Collins clearly paid attention in her interview with Steve Murdock, the former state demographer of Texas. Murdock, now ensconced at Rice University’s Hobby Center for the Study of Texas, has been traveling far and wide sharing his cautionary analysis of what will happen if Texas doesn’t change its educational model. The state already ranks last in the percentage of people 25 and over who have completed high school; refusing to improve the education available to our surging population of young Latinos will result in an even more dire picture. Collins, following Murdock, poses a stark choice: educate the people who will eventually make up the majority of Texans, or “demonstrate how easy it is to create a two-tiered economy in which the failing underclass looks resentfully at the happy sliver on the top.” This isn’t just a matter of equality; it’s a matter of maintaining the sort of labor force that will attract higher-wage businesses in the future.

All of this adds up to a solid summary of the liberal critique of the Texas model. What Collins fails to do is get to the bottom of why things have turned out this way. She lays most of the blame on the state’s political culture, describing Texas as a place that is skeptical of government and dedicated to individual autonomy, which is fair enough as far as it goes. But though she’s attentive to the importance of Latinos in the state’s past and future, she never fully appreciates the class and ethnic divisions that have long defined political power here. This leads her to overgeneralize about what “Texans” think. The occasional interviewees on the left side of the spectrum are presented as lonely voices of reason in a state full of self-defeating nuts.

In fact, public opinion in Texas is more sharply divided than Collins’s account suggests. Broadly speaking, GOP hegemony has two main components. The first is a deeply rooted and overwhelmingly white male business community that has prevailed in Texas since Reconstruction. The other is a large bloc of conservative white voters, dominant in the small towns and rural areas, who reliably show up at the polls to vote Republican.

But this hegemony, however effective, doesn’t tell the whole story. Over the course of decades, the business establishment has painstakingly built a well-funded political infrastructure—which wouldn’t be necessary if there weren’t strong opposition to Perry-style conservatism. Though you’d never know it from As Texas Goes, Obama got more votes than McCain in Harris and Bexar counties in 2008, and there are a growing number of competitive legislative districts in the demographically dynamic suburbs. Significant groups—African Americans, Latinos, and white voters in urban and suburban areas with relatively cosmopolitan views—have little interest in the orthodoxy Collins describes. Much to the Democratic party’s frustration, the Texans who take the trouble to vote are much more conservative than the overall population of eligible voters. But just because the opposition keeps losing doesn’t mean there isn’t one. The current battle over redistricting is an indication of how terrifying the Republican leadership finds these shifts.
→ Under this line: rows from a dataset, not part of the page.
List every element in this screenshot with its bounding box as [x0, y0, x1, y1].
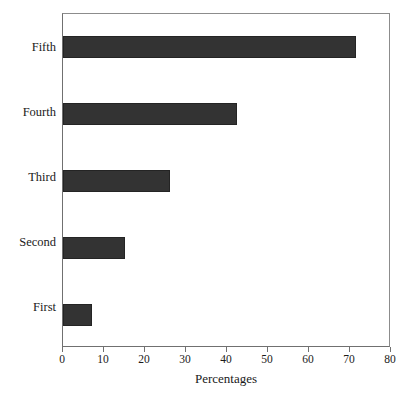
bar-band	[63, 81, 389, 148]
y-axis-label-third: Third	[2, 170, 56, 184]
bar-chart: Fifth Fourth Third Second First Percenta…	[0, 0, 409, 398]
bar-band	[63, 14, 389, 81]
x-tick-label: 70	[334, 352, 364, 366]
bar-band	[63, 281, 389, 348]
bar-first	[63, 304, 92, 326]
x-tick-label: 40	[211, 352, 241, 366]
plot-area	[62, 13, 390, 347]
x-tick-label: 0	[47, 352, 77, 366]
x-tick-label: 60	[293, 352, 323, 366]
x-tick-label: 80	[375, 352, 405, 366]
bar-fifth	[63, 36, 356, 58]
x-tick-label: 50	[252, 352, 282, 366]
y-axis-label-first: First	[2, 300, 56, 314]
y-axis-label-second: Second	[2, 235, 56, 249]
bar-fourth	[63, 103, 237, 125]
bar-third	[63, 170, 170, 192]
bar-second	[63, 237, 125, 259]
x-axis-title: Percentages	[62, 371, 390, 387]
bar-band	[63, 148, 389, 215]
x-tick-label: 20	[129, 352, 159, 366]
x-tick-label: 30	[170, 352, 200, 366]
y-axis-label-fifth: Fifth	[2, 40, 56, 54]
x-tick-label: 10	[88, 352, 118, 366]
bar-band	[63, 214, 389, 281]
y-axis-label-fourth: Fourth	[2, 105, 56, 119]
Missing these important crosscurrents, Collins draws a one-dimensional portrait of the state. This suits her agenda just fine but exposes her as a smart writer looking at Texas from too great a distance to convey much more than the obvious. When it comes to taking potshots at Texas, Collins is almost as quick on the draw as the governor she relies on for easy laughs. Unlike Rick Perry, though, she only wounds her prey.

Textra credit: What else we’re reading this month

What Dies in Summer, Tom Wright (Norton, $25.95). Texarkana debut novelist’s Oak Cliff–set Southern gothic.

 

The Billy Bob Tapes, Billy Bob Thornton and Kinky Friedman (William Morrow, $26.99). The onetime Houston resident tells the story of his career.

 

Playing DeadJulia Heaberlin (Bantam, $15). Texas-set family mystery from a first-time author and former Fort Worth Star-Telegram staffer.